I haven’t even gotten to that problem yet. I’m finding that I can barely focus on reading the logical reasoning text or doing a game for more than a few minutes or sentences at a time. This is not good, not just for LSAT purposes, but in general, so I’ve decided to fix it.

Now I use a timer, a free app on my phone (see picture above). I set a timer for 20-30 minutes and read nonstop during that time. I fight all urges to look around, skip ahead in the book, check the time, look at my phone, or think about anything else at all. These 20-30 minutes have already been set aside for this one thing and nothing else matters during this time; nothing else is as important or allowed to intrude. After some reading or studying time I give myself time to do something else, usually read whatever book I’m reading (currently Sonia Sotomayor’s memoir), facebook, pinterest, or lawschoolnumbers.com. I get these breaks and indulgences for exactly 20 minutes, and then it’s time to study some more.

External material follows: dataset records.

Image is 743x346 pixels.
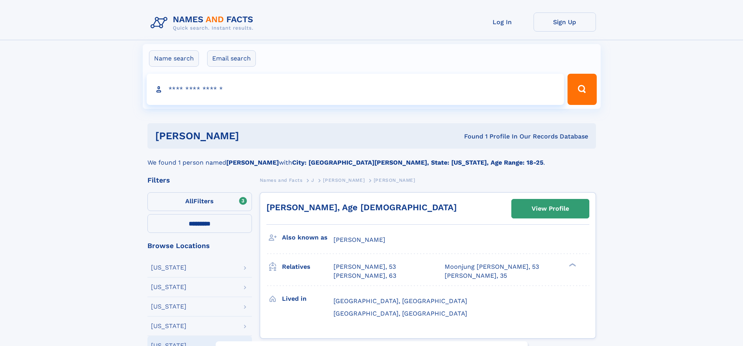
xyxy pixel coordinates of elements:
[147,242,252,249] div: Browse Locations
[151,284,186,290] div: [US_STATE]
[532,200,569,218] div: View Profile
[334,310,467,317] span: [GEOGRAPHIC_DATA], [GEOGRAPHIC_DATA]
[155,131,352,141] h1: [PERSON_NAME]
[149,50,199,67] label: Name search
[226,159,279,166] b: [PERSON_NAME]
[151,304,186,310] div: [US_STATE]
[445,272,507,280] a: [PERSON_NAME], 35
[471,12,534,32] a: Log In
[147,177,252,184] div: Filters
[568,74,597,105] button: Search Button
[323,178,365,183] span: [PERSON_NAME]
[334,263,396,271] a: [PERSON_NAME], 53
[282,231,334,244] h3: Also known as
[282,260,334,273] h3: Relatives
[260,175,303,185] a: Names and Facts
[185,197,194,205] span: All
[282,292,334,305] h3: Lived in
[534,12,596,32] a: Sign Up
[151,265,186,271] div: [US_STATE]
[147,192,252,211] label: Filters
[445,263,539,271] a: Moonjung [PERSON_NAME], 53
[311,175,314,185] a: J
[352,132,588,141] div: Found 1 Profile In Our Records Database
[323,175,365,185] a: [PERSON_NAME]
[334,297,467,305] span: [GEOGRAPHIC_DATA], [GEOGRAPHIC_DATA]
[292,159,543,166] b: City: [GEOGRAPHIC_DATA][PERSON_NAME], State: [US_STATE], Age Range: 18-25
[147,149,596,167] div: We found 1 person named with .
[151,323,186,329] div: [US_STATE]
[147,12,260,34] img: Logo Names and Facts
[567,263,577,268] div: ❯
[207,50,256,67] label: Email search
[311,178,314,183] span: J
[334,236,385,243] span: [PERSON_NAME]
[147,74,565,105] input: search input
[266,202,457,212] a: [PERSON_NAME], Age [DEMOGRAPHIC_DATA]
[374,178,415,183] span: [PERSON_NAME]
[334,272,396,280] a: [PERSON_NAME], 63
[512,199,589,218] a: View Profile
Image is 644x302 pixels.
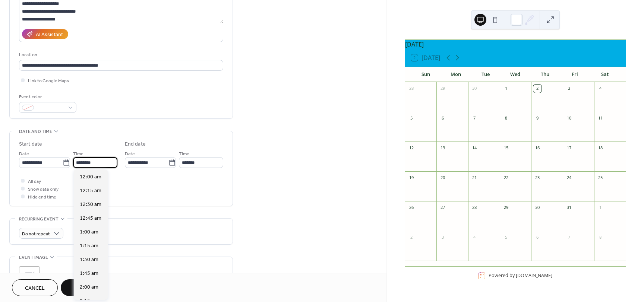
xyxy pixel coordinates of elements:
[533,234,541,242] div: 6
[438,85,447,93] div: 29
[502,144,510,152] div: 15
[533,144,541,152] div: 16
[22,29,68,39] button: AI Assistant
[28,77,69,85] span: Link to Google Maps
[533,114,541,123] div: 9
[533,174,541,182] div: 23
[596,174,604,182] div: 25
[28,178,41,186] span: All day
[565,204,573,212] div: 31
[28,193,56,202] span: Hide end time
[80,270,98,277] span: 1:45 am
[502,114,510,123] div: 8
[80,242,98,250] span: 1:15 am
[19,254,48,262] span: Event image
[19,51,222,59] div: Location
[596,144,604,152] div: 18
[19,93,75,101] div: Event color
[441,67,471,82] div: Mon
[470,144,478,152] div: 14
[470,85,478,93] div: 30
[533,204,541,212] div: 30
[19,141,42,148] div: Start date
[565,85,573,93] div: 3
[80,187,102,195] span: 12:15 am
[596,234,604,242] div: 8
[12,280,58,296] button: Cancel
[470,204,478,212] div: 28
[565,144,573,152] div: 17
[19,216,58,223] span: Recurring event
[405,40,625,49] div: [DATE]
[530,67,560,82] div: Thu
[565,234,573,242] div: 7
[28,186,58,193] span: Show date only
[438,114,447,123] div: 6
[502,174,510,182] div: 22
[80,228,98,237] span: 1:00 am
[407,144,415,152] div: 12
[438,144,447,152] div: 13
[80,215,102,223] span: 12:45 am
[411,67,441,82] div: Sun
[502,85,510,93] div: 1
[502,204,510,212] div: 29
[19,266,40,287] div: ;
[407,234,415,242] div: 2
[533,85,541,93] div: 2
[80,201,102,209] span: 12:30 am
[407,174,415,182] div: 19
[560,67,590,82] div: Fri
[596,204,604,212] div: 1
[565,174,573,182] div: 24
[22,230,50,238] span: Do not repeat
[19,128,52,136] span: Date and time
[61,280,99,296] button: Save
[407,85,415,93] div: 28
[596,114,604,123] div: 11
[471,67,500,82] div: Tue
[80,173,102,181] span: 12:00 am
[438,234,447,242] div: 3
[596,85,604,93] div: 4
[407,114,415,123] div: 5
[516,272,552,279] a: [DOMAIN_NAME]
[470,234,478,242] div: 4
[125,141,145,148] div: End date
[125,150,135,158] span: Date
[19,150,29,158] span: Date
[407,204,415,212] div: 26
[179,150,189,158] span: Time
[489,272,552,279] div: Powered by
[73,150,83,158] span: Time
[36,31,63,39] div: AI Assistant
[502,234,510,242] div: 5
[470,174,478,182] div: 21
[590,67,619,82] div: Sat
[565,114,573,123] div: 10
[438,204,447,212] div: 27
[470,114,478,123] div: 7
[80,256,98,264] span: 1:30 am
[500,67,530,82] div: Wed
[80,284,98,291] span: 2:00 am
[25,284,45,293] span: Cancel
[438,174,447,182] div: 20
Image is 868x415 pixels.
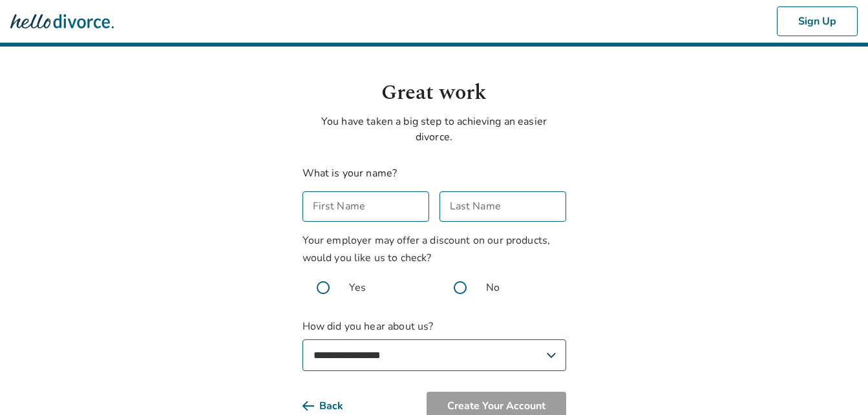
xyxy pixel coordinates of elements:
label: How did you hear about us? [303,318,566,371]
img: Hello Divorce Logo [10,8,114,35]
span: Your employer may offer a discount on our products, would you like us to check? [303,233,551,265]
span: No [486,280,499,295]
label: What is your name? [303,166,397,180]
span: Yes [349,280,366,295]
p: You have taken a big step to achieving an easier divorce. [303,114,566,144]
iframe: Chat Widget [804,353,868,415]
select: How did you hear about us? [303,339,566,371]
button: Sign Up [777,7,857,37]
h1: Great work [303,77,566,109]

I’m planning to increase the time on work and decrease the treats as time passes, slowly working toward full, timed preptests by the end of summer. For now, I only time the logical reasoning reading and my “free” time, but not the practice logic “games,” which I still try to do daily. I’m not ready for those to be under time constraint yet; I need to be good at doing them period before I try to get good at doing them fast. Hopefully I’ll be ready in time.

I’ve been doing it for about a week and it seems to be working. At first I had a hard time ceding control to the timer and trusting it, but I’m slowly giving over to it. I think I was afraid that I’d get too involved in studying and too much time would pass. The library would close and I’d be stranded in the middle of a difficult section, forcing me to start the whole section over again next time because there’s no way I’d adequately remember or understand the section doing it piecemeal. But I always make sure that I have plenty of time, so I’m learning to let go.

So that’s my new strategy, my new discipline. I hope it works not just for the LSAT, but for school, work, and other things in general.